Post #17

Columbia’s Shifting Accountability in the Epstein Cases

By The Specter Editorial Staff

In its recent response to Columbia Spectator reporting on the long association between University Professor and Nobel Laureate Richard Axel and Jeffrey Epstein, the Columbia administration offered a master class in institutional ethics — specifically, in how to calibrate accountability to prestige, funding gravity, and accumulated distinction.

The University’s statement regarding Axel — Nobel laureate, 53-year faculty member, and until recently co-director of the Zuckerman Institute — was careful, composed, and unmistakably warm. It expressed appreciation for his “extraordinary contributions.” It affirmed that while Axel would step down as co-director and from the Howard Hughes Medical Institute, he would continue to lead his lab and retain his title as University Professor, Columbia’s highest academic distinction. Importantly, it noted that it had “seen no evidence” of policy violations by Axel. 

At nearly 80 years old, Axel’s departure from administrative leadership reads less like sanction than planned succession. 

Now compare that response to the University’s February 11 statement regarding the College of Dental Medicine. There, Columbia declared that communications surrounding the admission of a student — coinciding with Epstein-related fundraising solicitations  — “do not meet Columbia’s standards for integrity and independence in admissions.” Individuals were removed from administrative and volunteer leadership roles. Affiliations were terminated. The University pledged to donate funds equivalent to Epstein-related contributions to organizations supporting survivors of sexual abuse and human trafficking.

In the case at the dental school, the University did not center the absence of policy violations. It centered “standards”.

It is worth noting that the type of admissions irregularity described at the dental school — development influence, donor-adjacent intervention — is hardly alien to elite higher education. Yet here, Columbia invoked its ethical language clearly and decisively: the conduct did not meet institutional standards.

By contrast, in the Axel matter, the operative conclusion was narrower: no policy was violated; Axel broke no University-authored rule, and Columbia did not compel his departure. Instead, it graciously accepted his voluntary resignation, leaving him to step back from public life and leaving him free to manage the reputational fallout on his own timetable.

The raised eyebrows are not about diminishing Axel’s scientific achievement; his contributions to neuroscience are transformative. Rather, the question is consistency.

When students protested the war in Gaza, interim policies materialized with enviable efficiency. Enforcement mechanisms expanded. Columbia demonstrated that it can define and apply new rules quickly when it believes institutional values are at stake.

Yet when a Nobel laureate maintained an 11-year relationship (at least) with a convicted sex offender whose crimes involved the exploitation of minors — a relationship that continued well after Epstein’s 2008 conviction — the University’s language narrowed to procedural compliance. Standards receded; policy remained. 

No written policy appears to have prohibited such associations with Epstein, thus the University could only give us an institutional shrug, leaving it up to Axel to mete out his own consequences.

This asymmetry is instructive.Universities often insist that ethics extend beyond policy violations and criminal codes. They speak of judgment, responsibility, and institutional trust. Those commitments ring hollow if their invocation depends on celebrity or rank.

Faculty and students are capable of nuance. They can distinguish between illegal conduct and grievous error. What they struggle to accept is visible hierarchy in consequence — the sense that standards expand or contract depending on who stands beneath them.

If Columbia wishes to persuade its community that its principles are institutional rather than situational, it must apply them without regard to medals, proximity to donor funds, or decades of accumulated distinction.

Otherwise, the lesson is difficult to miss: prestige does not merely confer honor at Columbia. It shapes accountability.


- Brief -
Copy, from the material below, each line that contains the word "stimulus".

- Source material -
══════

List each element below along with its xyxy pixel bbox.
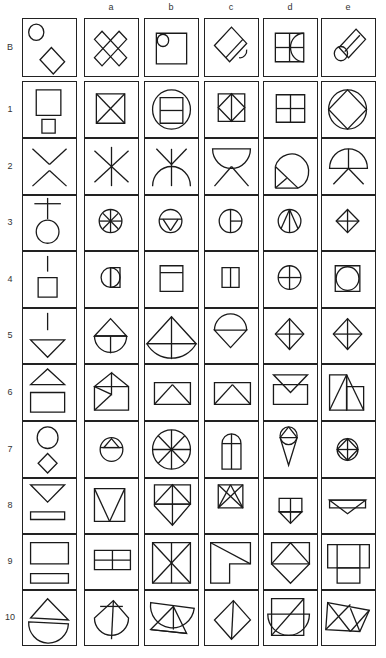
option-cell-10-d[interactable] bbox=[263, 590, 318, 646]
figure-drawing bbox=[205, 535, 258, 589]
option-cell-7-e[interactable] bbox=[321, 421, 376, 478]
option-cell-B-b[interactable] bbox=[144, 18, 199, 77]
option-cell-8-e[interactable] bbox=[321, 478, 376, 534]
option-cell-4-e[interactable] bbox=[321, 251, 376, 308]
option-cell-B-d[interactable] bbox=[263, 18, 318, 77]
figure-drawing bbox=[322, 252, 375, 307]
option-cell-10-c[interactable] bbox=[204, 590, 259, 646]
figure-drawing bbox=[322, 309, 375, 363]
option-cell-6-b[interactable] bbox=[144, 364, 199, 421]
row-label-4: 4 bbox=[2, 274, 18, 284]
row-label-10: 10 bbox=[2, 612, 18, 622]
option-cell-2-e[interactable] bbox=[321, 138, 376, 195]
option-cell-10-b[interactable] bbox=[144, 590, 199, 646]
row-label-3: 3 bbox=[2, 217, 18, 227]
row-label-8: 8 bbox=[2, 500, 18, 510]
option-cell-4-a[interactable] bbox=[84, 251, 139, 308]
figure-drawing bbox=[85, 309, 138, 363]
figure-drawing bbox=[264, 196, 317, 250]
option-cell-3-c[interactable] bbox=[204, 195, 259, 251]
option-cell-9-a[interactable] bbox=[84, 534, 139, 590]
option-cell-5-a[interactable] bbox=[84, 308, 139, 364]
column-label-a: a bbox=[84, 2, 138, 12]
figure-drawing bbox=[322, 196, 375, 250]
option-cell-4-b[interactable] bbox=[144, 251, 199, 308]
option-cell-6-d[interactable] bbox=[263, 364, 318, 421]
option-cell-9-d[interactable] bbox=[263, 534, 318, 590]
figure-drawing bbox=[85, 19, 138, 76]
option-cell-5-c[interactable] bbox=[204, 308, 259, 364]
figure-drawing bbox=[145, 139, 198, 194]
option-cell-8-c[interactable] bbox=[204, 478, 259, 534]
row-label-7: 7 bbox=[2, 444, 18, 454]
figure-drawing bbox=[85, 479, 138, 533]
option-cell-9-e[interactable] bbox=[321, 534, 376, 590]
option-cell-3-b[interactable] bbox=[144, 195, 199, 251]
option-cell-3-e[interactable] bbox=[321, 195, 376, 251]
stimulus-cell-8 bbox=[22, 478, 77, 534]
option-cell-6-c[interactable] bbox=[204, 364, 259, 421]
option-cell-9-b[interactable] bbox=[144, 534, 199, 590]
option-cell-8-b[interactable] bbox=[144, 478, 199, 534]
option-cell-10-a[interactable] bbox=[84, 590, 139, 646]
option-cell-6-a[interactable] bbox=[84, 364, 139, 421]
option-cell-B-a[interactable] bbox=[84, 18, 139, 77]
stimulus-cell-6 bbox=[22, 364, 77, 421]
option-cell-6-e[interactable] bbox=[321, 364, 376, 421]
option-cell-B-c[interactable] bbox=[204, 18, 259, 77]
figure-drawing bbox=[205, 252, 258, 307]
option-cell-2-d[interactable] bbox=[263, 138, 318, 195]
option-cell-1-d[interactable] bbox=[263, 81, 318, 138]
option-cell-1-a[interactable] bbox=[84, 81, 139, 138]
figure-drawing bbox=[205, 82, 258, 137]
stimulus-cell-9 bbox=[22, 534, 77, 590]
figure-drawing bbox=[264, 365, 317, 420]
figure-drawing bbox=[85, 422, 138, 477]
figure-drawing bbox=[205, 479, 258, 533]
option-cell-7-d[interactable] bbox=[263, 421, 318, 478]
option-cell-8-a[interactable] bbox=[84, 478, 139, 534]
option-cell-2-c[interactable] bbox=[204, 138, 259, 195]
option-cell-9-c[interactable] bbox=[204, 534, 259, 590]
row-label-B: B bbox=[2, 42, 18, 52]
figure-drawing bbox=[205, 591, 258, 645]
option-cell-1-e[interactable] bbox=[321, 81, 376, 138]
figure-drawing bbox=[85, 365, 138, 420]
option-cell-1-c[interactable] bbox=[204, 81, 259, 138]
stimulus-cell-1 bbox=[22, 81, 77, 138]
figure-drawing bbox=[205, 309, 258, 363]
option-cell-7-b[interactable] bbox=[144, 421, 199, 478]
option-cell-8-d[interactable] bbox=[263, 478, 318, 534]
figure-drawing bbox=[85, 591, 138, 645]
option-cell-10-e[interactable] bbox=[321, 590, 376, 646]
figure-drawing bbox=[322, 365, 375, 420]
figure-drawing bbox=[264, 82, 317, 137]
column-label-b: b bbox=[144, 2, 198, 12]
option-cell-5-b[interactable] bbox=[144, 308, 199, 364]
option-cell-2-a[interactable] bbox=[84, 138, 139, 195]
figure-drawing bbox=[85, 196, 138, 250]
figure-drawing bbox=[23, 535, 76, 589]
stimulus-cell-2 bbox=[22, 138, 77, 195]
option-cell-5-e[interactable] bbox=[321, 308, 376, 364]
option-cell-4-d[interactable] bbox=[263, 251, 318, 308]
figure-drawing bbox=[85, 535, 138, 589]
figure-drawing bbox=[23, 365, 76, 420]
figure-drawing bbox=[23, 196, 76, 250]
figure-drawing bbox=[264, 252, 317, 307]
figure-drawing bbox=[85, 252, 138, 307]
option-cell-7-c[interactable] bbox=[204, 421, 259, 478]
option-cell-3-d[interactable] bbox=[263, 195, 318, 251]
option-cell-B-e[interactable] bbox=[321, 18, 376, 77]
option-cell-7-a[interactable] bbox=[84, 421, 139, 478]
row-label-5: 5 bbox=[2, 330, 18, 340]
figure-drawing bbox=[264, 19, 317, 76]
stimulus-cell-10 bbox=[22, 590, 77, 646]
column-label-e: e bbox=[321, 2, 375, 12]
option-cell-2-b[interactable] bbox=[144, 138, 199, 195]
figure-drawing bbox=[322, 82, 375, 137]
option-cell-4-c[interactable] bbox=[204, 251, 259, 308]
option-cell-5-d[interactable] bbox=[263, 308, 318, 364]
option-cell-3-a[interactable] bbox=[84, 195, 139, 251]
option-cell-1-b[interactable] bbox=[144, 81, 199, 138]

══════

- Solved problem -
stimulus-cell-8 bbox=[22, 478, 77, 534]
stimulus-cell-6 bbox=[22, 364, 77, 421]
stimulus-cell-9 bbox=[22, 534, 77, 590]
stimulus-cell-1 bbox=[22, 81, 77, 138]
stimulus-cell-2 bbox=[22, 138, 77, 195]
stimulus-cell-10 bbox=[22, 590, 77, 646]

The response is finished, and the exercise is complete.